A Bengaluru professor’s mention of a minority community student as a ‘terrorist’ at least 13 times before a class full of students has evoked outrage. The police filed a suo motu case and the university suspended the professor. Such aberrant classroom behaviour is not new in India. In 2022, a student at the Manipal Institute of Technology took on a professor for calling him ‘Kasab’, referring to the 26/11 terror convict; the professor was dismissed from service. More worrying was the Muzaffarnagar case of 2023, in which a private school teacher told pupils to slap their seven-year-old Muslim classmate for getting his math tables wrong. Humiliation followed by the authorities’ silence had distressed Dalit scholar Rohith Vemula and tribal medical student Payal Tadvi. Casteist and communal targeting on campus is an unhealthy trend that reflects the fissures of our society. It is the normalisation of such behaviour in educational institutions that is more worrying.

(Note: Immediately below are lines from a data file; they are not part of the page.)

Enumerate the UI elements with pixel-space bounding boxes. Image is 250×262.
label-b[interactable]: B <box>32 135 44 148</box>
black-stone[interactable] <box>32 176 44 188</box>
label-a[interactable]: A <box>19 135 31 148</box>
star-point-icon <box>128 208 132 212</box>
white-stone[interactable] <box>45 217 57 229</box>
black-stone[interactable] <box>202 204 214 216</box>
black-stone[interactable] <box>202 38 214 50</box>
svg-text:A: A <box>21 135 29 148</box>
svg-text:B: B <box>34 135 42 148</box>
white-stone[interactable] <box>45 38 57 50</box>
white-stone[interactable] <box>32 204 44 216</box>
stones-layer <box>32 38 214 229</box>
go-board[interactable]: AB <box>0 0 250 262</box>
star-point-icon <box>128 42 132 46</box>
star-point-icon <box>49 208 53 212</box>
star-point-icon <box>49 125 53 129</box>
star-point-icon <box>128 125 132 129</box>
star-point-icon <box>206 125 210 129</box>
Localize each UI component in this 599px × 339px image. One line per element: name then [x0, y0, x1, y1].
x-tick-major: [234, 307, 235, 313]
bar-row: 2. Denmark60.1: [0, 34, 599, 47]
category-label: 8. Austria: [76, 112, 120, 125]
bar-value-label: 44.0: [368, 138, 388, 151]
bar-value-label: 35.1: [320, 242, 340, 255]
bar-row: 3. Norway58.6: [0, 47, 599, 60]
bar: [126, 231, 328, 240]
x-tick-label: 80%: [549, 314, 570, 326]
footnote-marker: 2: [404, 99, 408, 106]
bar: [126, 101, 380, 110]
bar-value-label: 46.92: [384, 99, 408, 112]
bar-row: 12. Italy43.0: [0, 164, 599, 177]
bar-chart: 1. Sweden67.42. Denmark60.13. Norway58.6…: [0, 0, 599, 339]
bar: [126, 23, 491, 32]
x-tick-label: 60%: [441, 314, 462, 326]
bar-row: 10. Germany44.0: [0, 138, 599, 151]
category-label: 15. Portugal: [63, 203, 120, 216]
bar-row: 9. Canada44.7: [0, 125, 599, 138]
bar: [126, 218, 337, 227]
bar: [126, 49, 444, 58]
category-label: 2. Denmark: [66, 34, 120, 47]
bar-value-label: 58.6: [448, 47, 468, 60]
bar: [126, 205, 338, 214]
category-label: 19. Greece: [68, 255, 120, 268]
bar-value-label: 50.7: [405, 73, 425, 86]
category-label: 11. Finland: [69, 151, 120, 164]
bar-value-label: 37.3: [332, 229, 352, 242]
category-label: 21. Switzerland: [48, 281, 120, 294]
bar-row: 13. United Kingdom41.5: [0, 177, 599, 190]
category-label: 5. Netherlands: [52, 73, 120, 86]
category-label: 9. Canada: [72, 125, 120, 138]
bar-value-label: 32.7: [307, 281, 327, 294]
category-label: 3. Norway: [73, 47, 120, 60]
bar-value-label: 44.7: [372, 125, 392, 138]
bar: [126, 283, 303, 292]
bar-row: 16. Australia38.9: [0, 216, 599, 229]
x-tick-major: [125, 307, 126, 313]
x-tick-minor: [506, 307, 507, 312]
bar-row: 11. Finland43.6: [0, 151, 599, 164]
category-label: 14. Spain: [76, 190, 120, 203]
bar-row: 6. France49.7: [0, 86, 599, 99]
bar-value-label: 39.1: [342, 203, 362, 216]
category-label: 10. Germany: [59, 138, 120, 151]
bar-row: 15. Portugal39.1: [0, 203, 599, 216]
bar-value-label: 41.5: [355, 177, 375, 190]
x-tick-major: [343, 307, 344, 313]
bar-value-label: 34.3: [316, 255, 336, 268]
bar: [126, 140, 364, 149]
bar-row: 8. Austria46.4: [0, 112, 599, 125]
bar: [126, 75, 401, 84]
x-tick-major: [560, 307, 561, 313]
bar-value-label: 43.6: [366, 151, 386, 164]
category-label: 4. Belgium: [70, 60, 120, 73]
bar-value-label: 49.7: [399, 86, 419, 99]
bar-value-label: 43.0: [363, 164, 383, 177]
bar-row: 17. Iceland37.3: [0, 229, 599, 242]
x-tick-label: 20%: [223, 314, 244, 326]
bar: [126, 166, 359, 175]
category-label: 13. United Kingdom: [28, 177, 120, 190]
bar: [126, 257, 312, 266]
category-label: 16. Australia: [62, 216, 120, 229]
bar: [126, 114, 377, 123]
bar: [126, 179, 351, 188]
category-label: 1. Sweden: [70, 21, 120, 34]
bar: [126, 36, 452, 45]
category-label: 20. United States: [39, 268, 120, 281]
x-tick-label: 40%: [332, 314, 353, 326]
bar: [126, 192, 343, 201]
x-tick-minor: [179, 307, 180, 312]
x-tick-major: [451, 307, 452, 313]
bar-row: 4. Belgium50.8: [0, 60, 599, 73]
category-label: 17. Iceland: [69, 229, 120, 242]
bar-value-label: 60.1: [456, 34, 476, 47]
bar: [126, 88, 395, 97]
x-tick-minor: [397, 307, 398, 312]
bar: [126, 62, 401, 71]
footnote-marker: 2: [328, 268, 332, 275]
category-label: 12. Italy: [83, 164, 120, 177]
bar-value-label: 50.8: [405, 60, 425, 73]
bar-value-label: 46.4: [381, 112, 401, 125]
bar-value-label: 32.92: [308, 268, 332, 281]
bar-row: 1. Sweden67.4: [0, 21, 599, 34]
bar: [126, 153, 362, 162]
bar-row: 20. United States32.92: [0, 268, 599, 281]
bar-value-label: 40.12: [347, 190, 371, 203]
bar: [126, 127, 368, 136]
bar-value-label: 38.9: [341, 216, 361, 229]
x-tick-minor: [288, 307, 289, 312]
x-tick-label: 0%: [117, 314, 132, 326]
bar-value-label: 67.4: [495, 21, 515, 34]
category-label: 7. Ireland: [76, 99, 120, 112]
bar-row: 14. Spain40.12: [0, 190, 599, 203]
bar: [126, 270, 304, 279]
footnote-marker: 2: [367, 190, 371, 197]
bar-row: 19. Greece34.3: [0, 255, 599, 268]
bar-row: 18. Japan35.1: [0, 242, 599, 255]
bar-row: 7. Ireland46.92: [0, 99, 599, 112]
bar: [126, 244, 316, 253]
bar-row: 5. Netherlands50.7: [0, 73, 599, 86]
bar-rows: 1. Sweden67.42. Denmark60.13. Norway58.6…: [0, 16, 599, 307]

Though action follows at times—the Bengaluru police charged the professor under Sections 299 (deliberate and malicious acts intended to outrage religious feelings) and 352 (intentional insult with intent to provoke a breach of peace) of the Bharatiya Nyaya Sanhita—such comments leave youngsters vulnerable. The professor is also recorded to have said, “The Iran war happened because of people like you.” In a world fraught with violence, teachers must keep their personal biases aside and, instead, host inclusive discussions on the various ways the label ‘terrorist’ has been applied and the need to be careful about it.
These incidents raise the need for a debate on the ethics and conduct of faculty, and how students should be equipped to handle such harassment. The need of the hour is a tool such as the UGC (Promotion of Equity in Higher Education Institutions) Regulations, 2026, which has been stayed by the Supreme Court. The Karnataka government has taken a step in the right direction with the Rohith Vemula (Prevention of Exclusion or Injustice) (Right to Education and Dignity) Bill, 2025. They promise students legal remedy against caste-based discrimination. Rights groups must also raise their voice for such cases. Just as students sign a mandatory declaration on ragging, institutions should have a binding code of conduct for faculty on campuses, which are considered to be temples of learning.